Day 272
Faith in the Midst of a Pandemic
A series of daily reflections for people of faith
by Rev. Robert Bayley, Interim Pastor
Patuxent Presbyterian Church, California, Maryland
pastorrobert@paxpres.org
Week Thirty-nine Friday 11 December 2020
What’s in Our Hearts
A Crisis Reveals What’s in Our Hearts
“In this past year of change, my mind and heart have overflowed with people. People I think of and pray for, and sometimes cry with, people with names and faces, people who died without saying goodbye to those they loved, families in difficulty, even going hungry, because there is no work.... These are moments in life that can be ripe for change and conversion. Each of us has had our own ‘stoppage,’ or if we haven’t yet, we will someday: illness, the failure of a marriage or a business, some great disappointment or betrayal. As in the COVID-19 lockdown, those moments generate a tension, a crisis that reveals what’s in our hearts. In every personal ‘Covid,’ so to speak, in every ‘stoppage,’ what is revealed is what needs to change…” - Pope Francis, extracted from a recent book and published in a current major newspaper.
When we pray with the Psalmist, “Create in me a clean heart, O God,” Psalm 51:10, the Hebrew word translated “create” is the same root word used for God’s acts of creation in Genesis chapter one: in other words, we aren’t asking God to renovate or rearrange our existing heart, but rather to create something new that isn’t currently there.
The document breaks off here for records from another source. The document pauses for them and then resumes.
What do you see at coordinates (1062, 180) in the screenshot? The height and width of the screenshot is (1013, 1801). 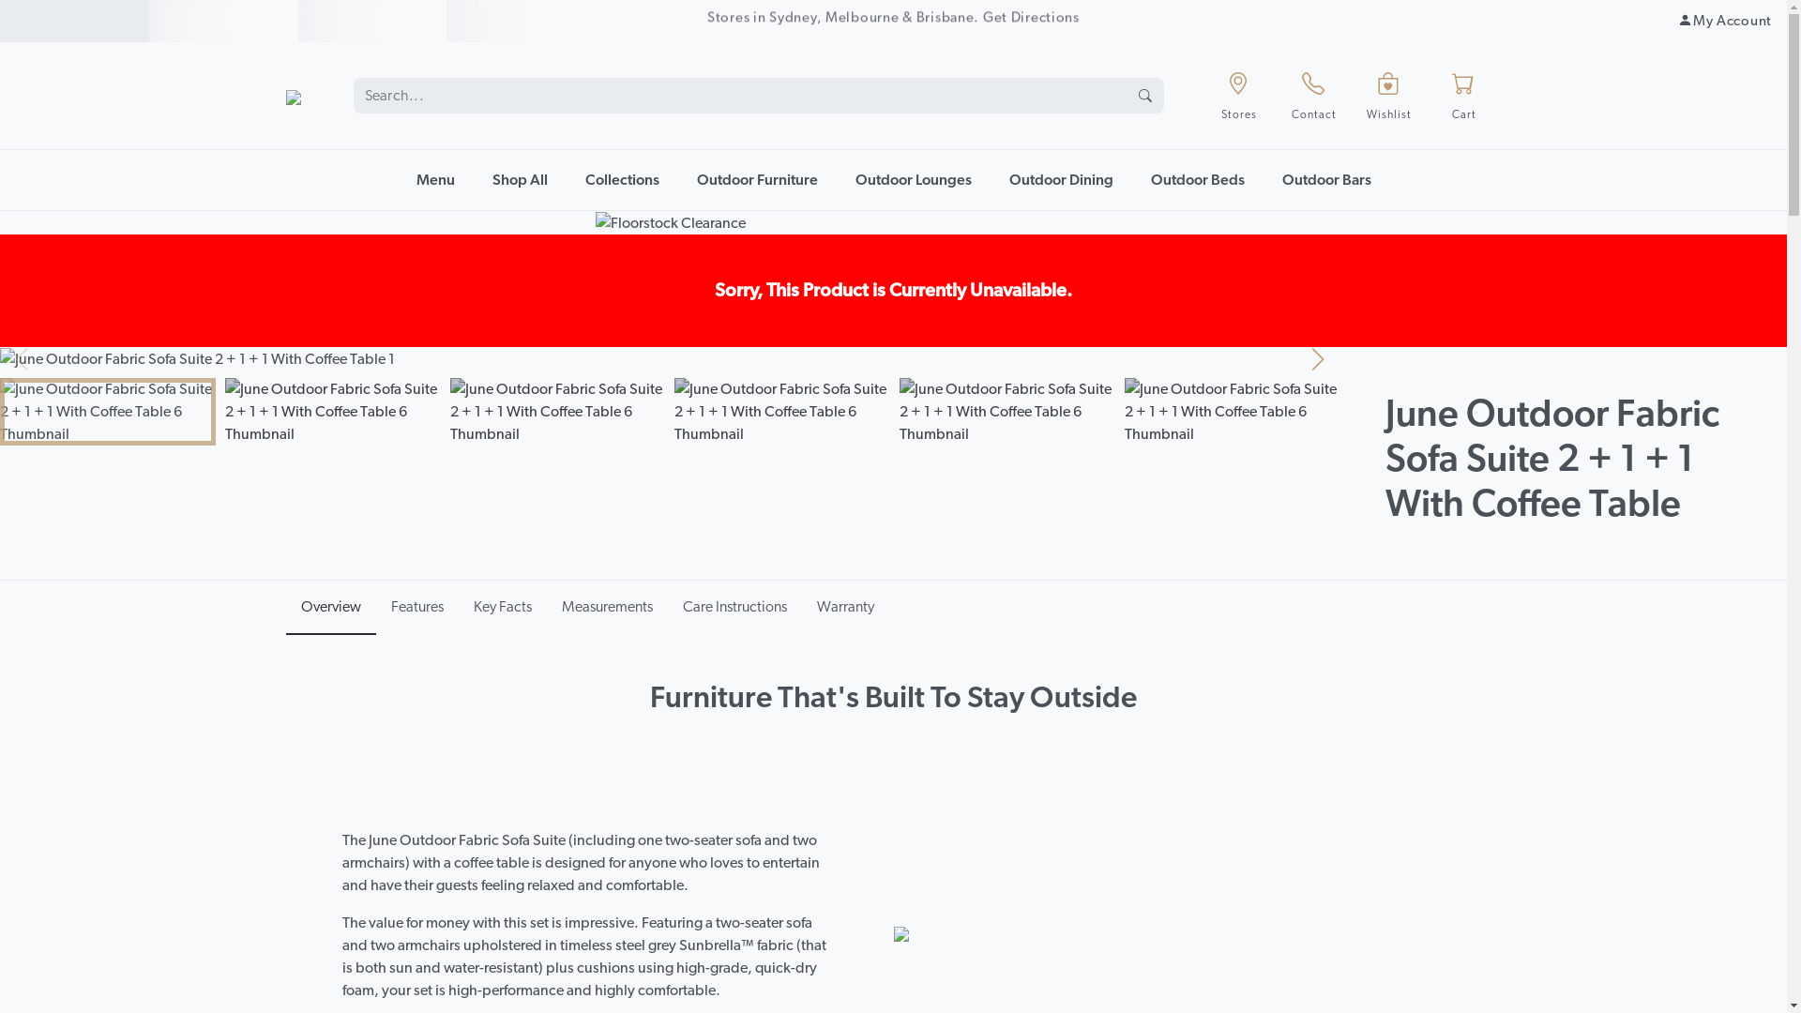 I see `Outdoor Dining` at bounding box center [1062, 180].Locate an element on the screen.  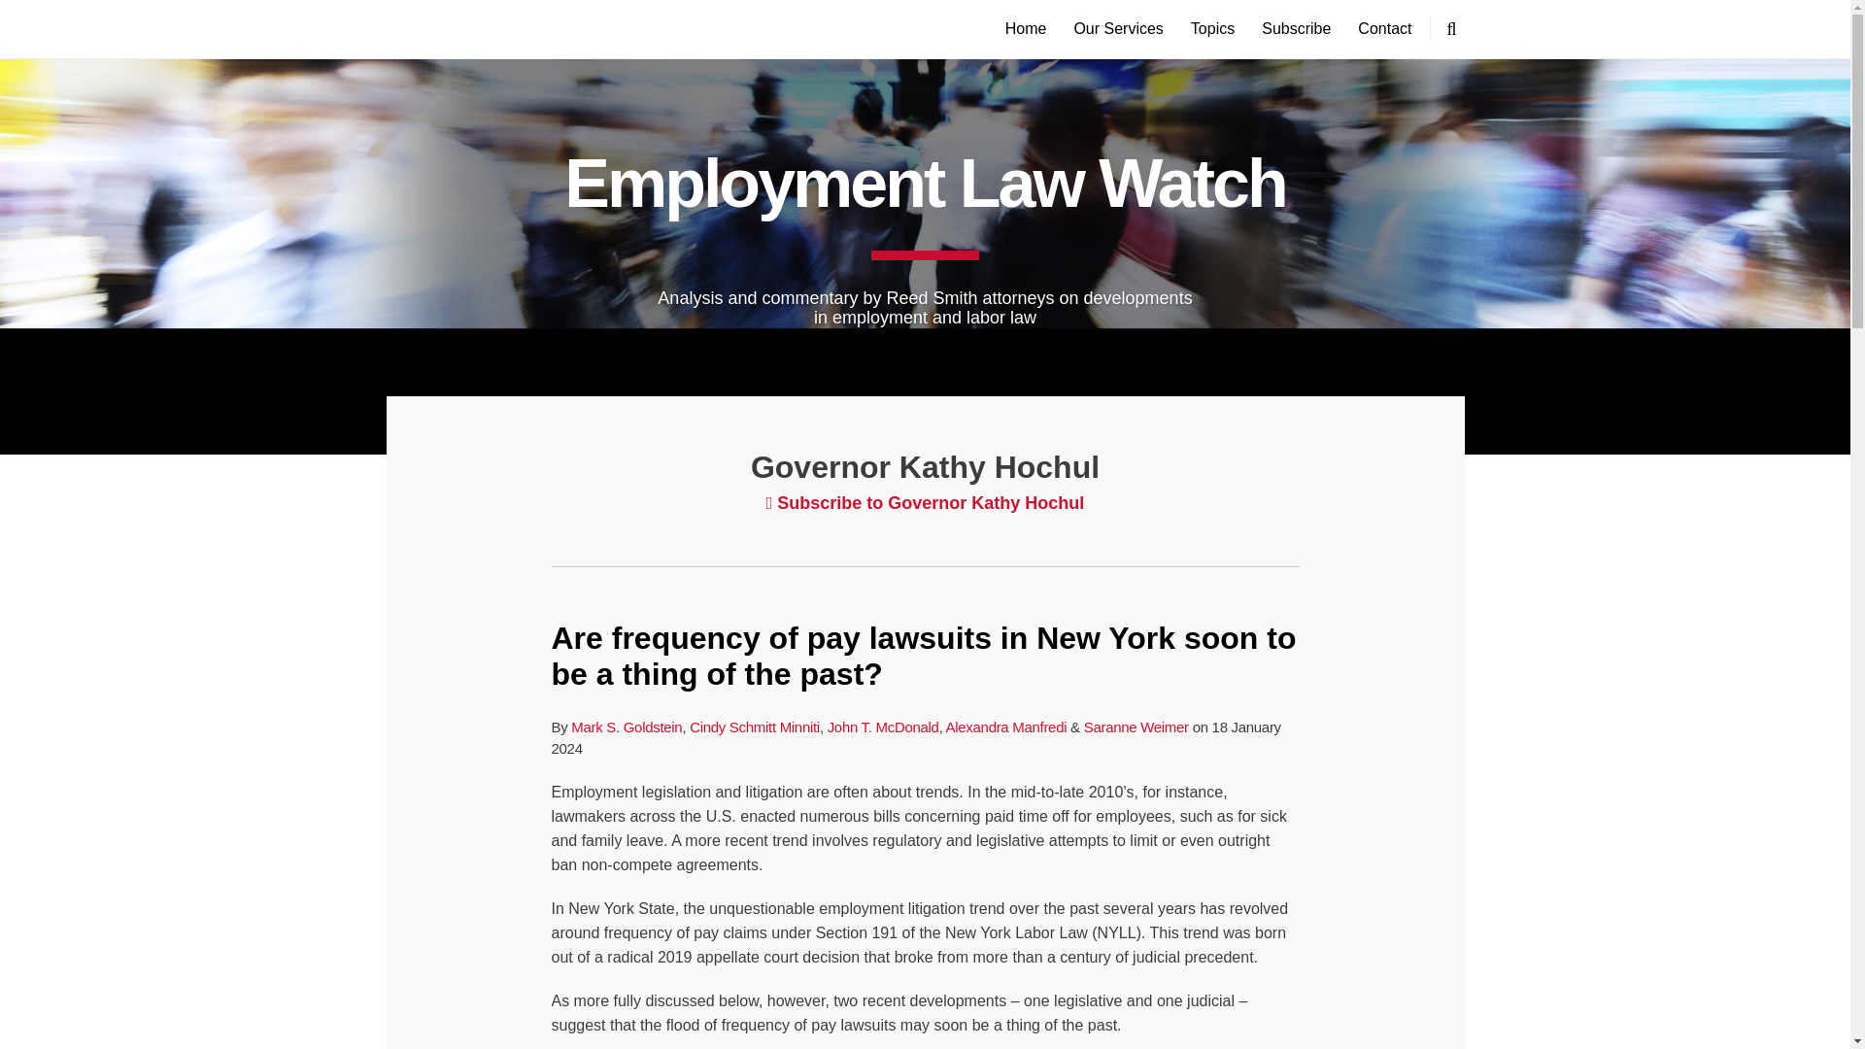
Topics is located at coordinates (1212, 29).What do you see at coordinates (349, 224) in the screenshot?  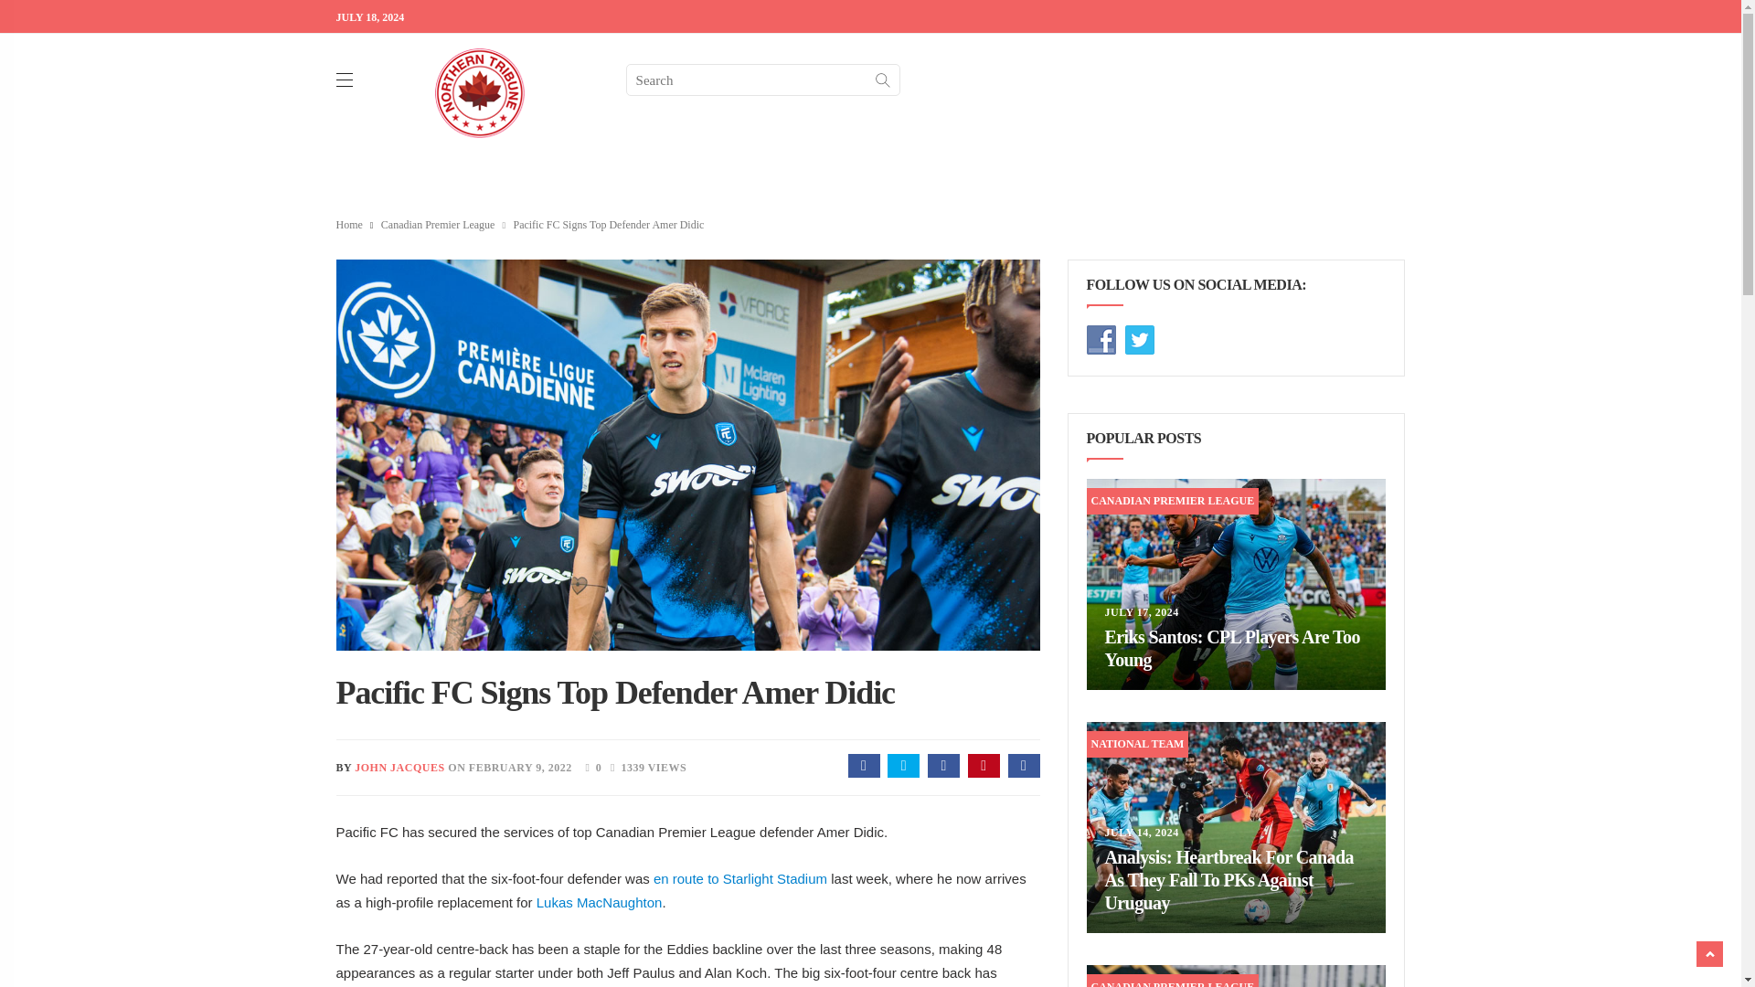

When we pray with the Psalmist “Search me, O God, and know my heart; try me, and know my thoughts: And see if there is any wicked way in me, and lead me in the way everlasting,” Psalm 139:23-24, we are asking him to show us the contents of our hearts, the Hebrew “search” meaning to investigate, examine, to see through. In other words, to leave no stone unturned.
When Covid-19 is viewed as a template for our larger lives, we can see parallels that enable us to look into our hearts in ways we have not before, the pressure and stress of the pandemic exerting a subtle unrelenting pressure on our hearts, surfacing what is within. Crises do indeed reveal what’s in our hearts, and even if we don’t like what we see, it is an act of God’s grace that we are given such insight into ourselves so that with Him we can seek needed change.
Reflective question: Do you want to know the full contents of your heart? If so, ask Him.
Reflective Scripture: Proverbs 4:23 – “Above all else, guard your heart, for everything you do flows from it.”
Reflective hymn:
“O For a Heart to Praise My God” – Charles Wesley (1707-1788)
O for a heart to praise my God, a heart from sin set free;
A heart that’s sprinkled with the blood so freely shed for me.
A humble, lowly, contrite heart, believing, true, and clean,
Which neither life nor death can part, from Him that dwells within.